Accounting for the embodied energy in trade
A country’s energy intensity is typically calculated
based on the energy consumed within its borders,
including energy consumed to produce goods and
services, regardless of whether those goods are
consumed domestically or exported. One pitfall of this
approach, which was raised at the workshop, is that it
creates a metric that institutionalizes the problem of
carbon and energy leakage. This is where it is possible
for some countries to import embodied energy and
carbon from other countries that, due to their
comparative advantage, resource endowments, or
other factors, are able to produce energy-intensive
goods more competitively.
Participants referred to this phenomenon, essentially
the shift of industrial activities towards services in
advanced economies, providing impetus for the
expansion of industrial output in developing
economies, as ‘offshoring’ energy- or carbon-
intensive activities. While the idea of ‘offshoring’ has
perhaps assumed a degree of intentionality that does
not exist in practice, the result of such shifts means that
“A switch in the structure of the economy toward
the service sector may reduce what appears to be
your energy use and can wrongly be interpreted to
be an increase in energy efficiency.”
Measuring the Energy Intensity of Nations 6
the country ‘offshoring’ an energy-intensive industry
may see an improvement in its national energy
intensity, while globally, energy and carbon intensity
may rise and social welfare deteriorate, at least from
an energy consumption perspective.
Consumption-based metrics were discussed at the
workshop as a potential alternative to the production-
based approach used currently in international
negotiations. Such metrics are more indicative of
lifecycle energy consumption in the supply chains of
goods and services. Because the consumption
approach transcends national boundaries, it provides a
clearer picture of the energy or carbon leakage issues.
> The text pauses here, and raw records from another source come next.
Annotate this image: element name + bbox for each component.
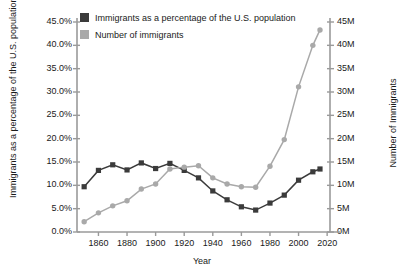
- data-point-marker: [182, 164, 187, 169]
- data-point-marker: [253, 207, 258, 212]
- data-point-marker: [296, 178, 301, 183]
- data-point-marker: [139, 186, 144, 191]
- data-point-marker: [167, 161, 172, 166]
- data-point-marker: [110, 162, 115, 167]
- data-point-marker: [124, 198, 129, 203]
- data-point-marker: [81, 219, 86, 224]
- data-point-marker: [267, 200, 272, 205]
- data-point-marker: [124, 167, 129, 172]
- data-point-marker: [110, 203, 115, 208]
- immigration-chart: Immigrants as a percentage of the U.S. p…: [0, 0, 404, 275]
- data-point-marker: [210, 175, 215, 180]
- data-point-marker: [317, 166, 322, 171]
- data-point-marker: [210, 188, 215, 193]
- data-point-marker: [239, 184, 244, 189]
- data-point-marker: [224, 181, 229, 186]
- data-point-marker: [139, 160, 144, 165]
- data-point-marker: [153, 166, 158, 171]
- data-point-marker: [196, 175, 201, 180]
- data-point-marker: [96, 168, 101, 173]
- data-point-marker: [267, 164, 272, 169]
- data-point-marker: [82, 184, 87, 189]
- data-point-marker: [224, 197, 229, 202]
- data-point-marker: [310, 43, 315, 48]
- data-point-marker: [196, 163, 201, 168]
- data-point-marker: [167, 166, 172, 171]
- data-point-marker: [96, 210, 101, 215]
- data-point-marker: [153, 181, 158, 186]
- data-point-marker: [253, 185, 258, 190]
- data-point-marker: [310, 169, 315, 174]
- data-point-marker: [282, 193, 287, 198]
- data-point-marker: [317, 27, 322, 32]
- data-point-marker: [296, 84, 301, 89]
- data-point-marker: [282, 137, 287, 142]
- plot-area: [0, 0, 404, 275]
- data-point-marker: [239, 204, 244, 209]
In Figure 2, the effect of the shift from a production-
to a consumption-based approach on the energy
intensity of a selected group of nations is shown. As
can be seen, a consumption-based approach narrows
the difference between countries with high embodied
energy exports, such as China, and those with high
embodied energy imports, such as European Union
countries and the United States.
Some participants at the workshop argued that the
consumption-based measure is more reflective of a
country’s global impact on energy consumption and
carbon emissions. This would seem to support the case
for increased attention to be given to this metric.
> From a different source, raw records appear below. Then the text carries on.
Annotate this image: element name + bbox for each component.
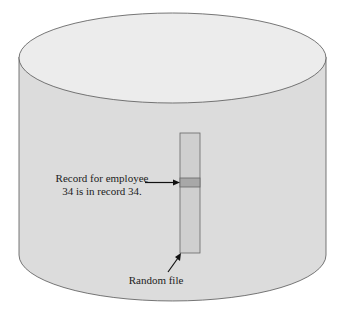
record-34-highlight bbox=[180, 178, 200, 187]
random-file-block bbox=[180, 133, 200, 253]
cylinder-top bbox=[19, 13, 326, 103]
disk-cylinder bbox=[0, 0, 341, 313]
record-label: Record for employee 34 is in record 34. bbox=[48, 172, 156, 198]
record-label-line1: Record for employee bbox=[48, 172, 156, 185]
record-label-line2: 34 is in record 34. bbox=[48, 185, 156, 198]
random-file-label: Random file bbox=[126, 274, 186, 287]
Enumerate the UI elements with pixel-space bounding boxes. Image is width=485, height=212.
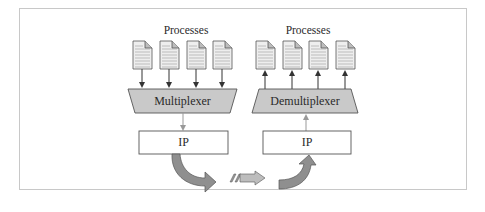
send-curved-arrow (172, 154, 216, 192)
document-icon (213, 41, 232, 69)
receiver-process-icons (256, 41, 355, 69)
receiver-ip-label: IP (263, 135, 351, 150)
sender-processes-label: Processes (148, 24, 224, 36)
sender-ip-label: IP (139, 135, 228, 150)
transmission-arrow (230, 171, 265, 185)
diagram-canvas (0, 0, 485, 212)
document-icon (283, 41, 302, 69)
document-icon (336, 41, 355, 69)
document-icon (133, 41, 152, 69)
receiver-processes-label: Processes (270, 24, 346, 36)
demultiplexer-label: Demultiplexer (252, 94, 358, 109)
document-icon (187, 41, 206, 69)
document-icon (256, 41, 275, 69)
sender-down-arrows (142, 69, 222, 85)
receive-curved-arrow (279, 155, 316, 189)
multiplexer-label: Multiplexer (135, 94, 230, 109)
document-icon (160, 41, 179, 69)
receiver-up-arrows (265, 73, 345, 89)
sender-process-icons (133, 41, 232, 69)
document-icon (309, 41, 328, 69)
“We have been using production-based
accounting, not because we are bad, but because
it’s definitely an easier approach.”
Figure 2: Shifting from production-based to consumption-based metrics leads to convergence between net exporters and importers of carbon and embodied energy in trade. Data source: KAPSARC analysis, OECD Library, World Bank, and Eora-MRIO, year 2010.
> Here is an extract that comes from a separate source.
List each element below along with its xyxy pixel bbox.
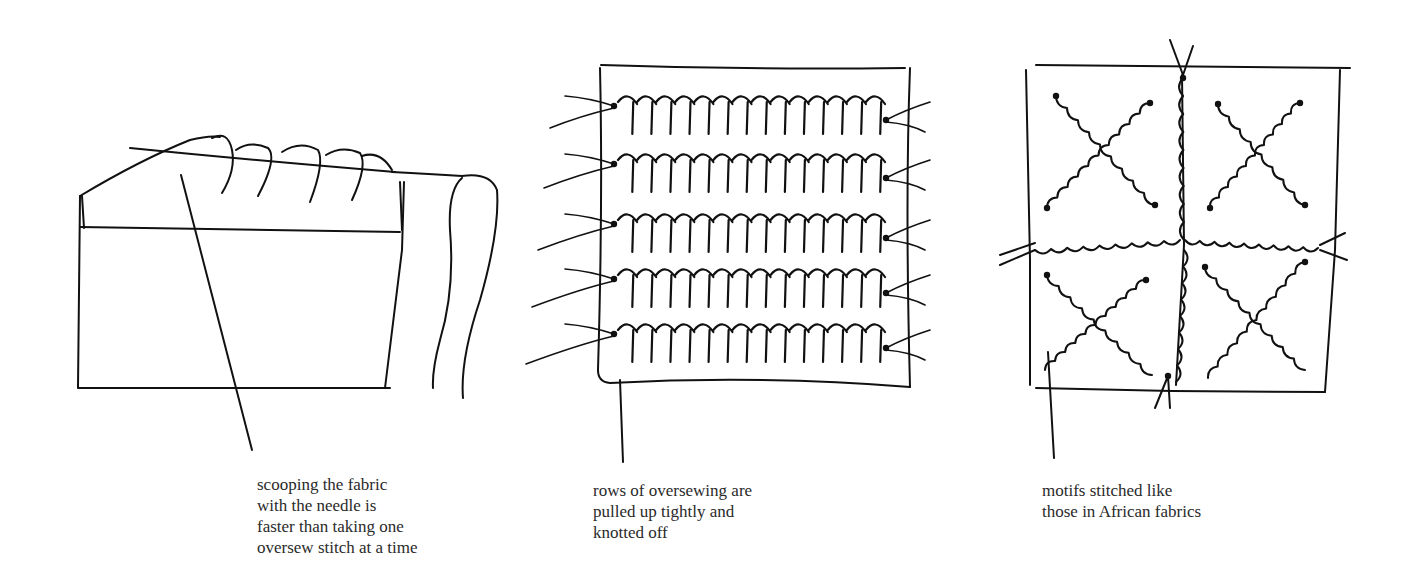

Measuring the Energy Intensity of Nations 7
Table 1: This table shows the embodied energy in the net trade of goods and services in 2010. Dark blue denotes outflows of embodied energy from the exporting nation on the row to the importing nation on the column (>0.5 Mtoe). Medium blue denotes inflows of embodied energy into the exporting nation on the row (<–0.5 Mtoe). Due to uncertainties that arise from the type of dataset used, the effects of spatial aggregation, the effects of sector aggregation, and methodology, all flows with a magnitude less than 0.5 Mtoe are in light blue cells as these flows can easily change between positive and negative values. Feedback effects have been included. Data source: KAPSARC analysis, OECD Library, and Eora-MRIO.